> _What to produce_: Return, exactly, the line that contains "The image size is (1783, 1114)." together with all lines after it to the end of the entries, and no further lines.
* * *
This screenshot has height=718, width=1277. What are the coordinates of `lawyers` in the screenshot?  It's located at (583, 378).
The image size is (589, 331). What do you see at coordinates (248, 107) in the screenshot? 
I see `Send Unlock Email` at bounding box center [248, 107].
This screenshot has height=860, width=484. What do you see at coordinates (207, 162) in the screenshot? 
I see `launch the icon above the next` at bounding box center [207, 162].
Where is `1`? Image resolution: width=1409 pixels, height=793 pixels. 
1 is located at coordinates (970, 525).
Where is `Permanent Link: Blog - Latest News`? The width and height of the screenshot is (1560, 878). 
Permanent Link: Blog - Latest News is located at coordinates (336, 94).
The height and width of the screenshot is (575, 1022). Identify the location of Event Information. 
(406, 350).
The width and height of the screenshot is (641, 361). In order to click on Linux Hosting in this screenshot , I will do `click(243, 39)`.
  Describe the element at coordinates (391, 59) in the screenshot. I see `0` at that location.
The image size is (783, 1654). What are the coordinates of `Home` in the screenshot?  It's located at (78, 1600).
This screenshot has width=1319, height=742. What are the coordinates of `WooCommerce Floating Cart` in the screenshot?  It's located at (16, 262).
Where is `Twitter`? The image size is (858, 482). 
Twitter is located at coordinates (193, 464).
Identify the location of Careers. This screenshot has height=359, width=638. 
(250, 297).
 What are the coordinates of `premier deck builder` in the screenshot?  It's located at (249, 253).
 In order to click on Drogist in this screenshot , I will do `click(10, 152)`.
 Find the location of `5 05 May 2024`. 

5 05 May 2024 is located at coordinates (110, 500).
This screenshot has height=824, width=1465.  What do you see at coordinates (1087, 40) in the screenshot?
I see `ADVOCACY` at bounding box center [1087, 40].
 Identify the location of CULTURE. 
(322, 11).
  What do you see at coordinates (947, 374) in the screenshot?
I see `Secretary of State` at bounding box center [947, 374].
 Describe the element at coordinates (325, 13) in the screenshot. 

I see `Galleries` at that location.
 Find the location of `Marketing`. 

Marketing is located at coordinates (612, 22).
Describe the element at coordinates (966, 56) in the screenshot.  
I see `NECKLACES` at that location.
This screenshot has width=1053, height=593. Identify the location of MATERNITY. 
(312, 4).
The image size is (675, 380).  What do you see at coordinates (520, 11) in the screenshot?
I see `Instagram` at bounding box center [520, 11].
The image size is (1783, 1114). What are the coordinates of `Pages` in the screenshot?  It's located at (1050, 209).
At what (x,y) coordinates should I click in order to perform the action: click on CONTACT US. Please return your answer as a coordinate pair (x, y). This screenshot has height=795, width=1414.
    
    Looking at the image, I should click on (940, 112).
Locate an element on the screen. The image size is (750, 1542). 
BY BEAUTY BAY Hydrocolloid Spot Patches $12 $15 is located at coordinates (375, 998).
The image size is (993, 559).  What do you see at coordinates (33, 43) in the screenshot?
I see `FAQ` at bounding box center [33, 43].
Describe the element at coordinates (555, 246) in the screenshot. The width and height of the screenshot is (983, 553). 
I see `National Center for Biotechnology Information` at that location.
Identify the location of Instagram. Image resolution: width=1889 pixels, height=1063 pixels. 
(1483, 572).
* * *
> _Response to the exercise_:
The image size is (1783, 1114). What are the coordinates of `Pages` in the screenshot?  It's located at (1050, 209).
At what (x,y) coordinates should I click in order to perform the action: click on CONTACT US. Please return your answer as a coordinate pair (x, y). This screenshot has height=795, width=1414.
    
    Looking at the image, I should click on (940, 112).
Locate an element on the screen. The image size is (750, 1542). 
BY BEAUTY BAY Hydrocolloid Spot Patches $12 $15 is located at coordinates (375, 998).
The image size is (993, 559).  What do you see at coordinates (33, 43) in the screenshot?
I see `FAQ` at bounding box center [33, 43].
Describe the element at coordinates (555, 246) in the screenshot. The width and height of the screenshot is (983, 553). 
I see `National Center for Biotechnology Information` at that location.
Identify the location of Instagram. Image resolution: width=1889 pixels, height=1063 pixels. 
(1483, 572).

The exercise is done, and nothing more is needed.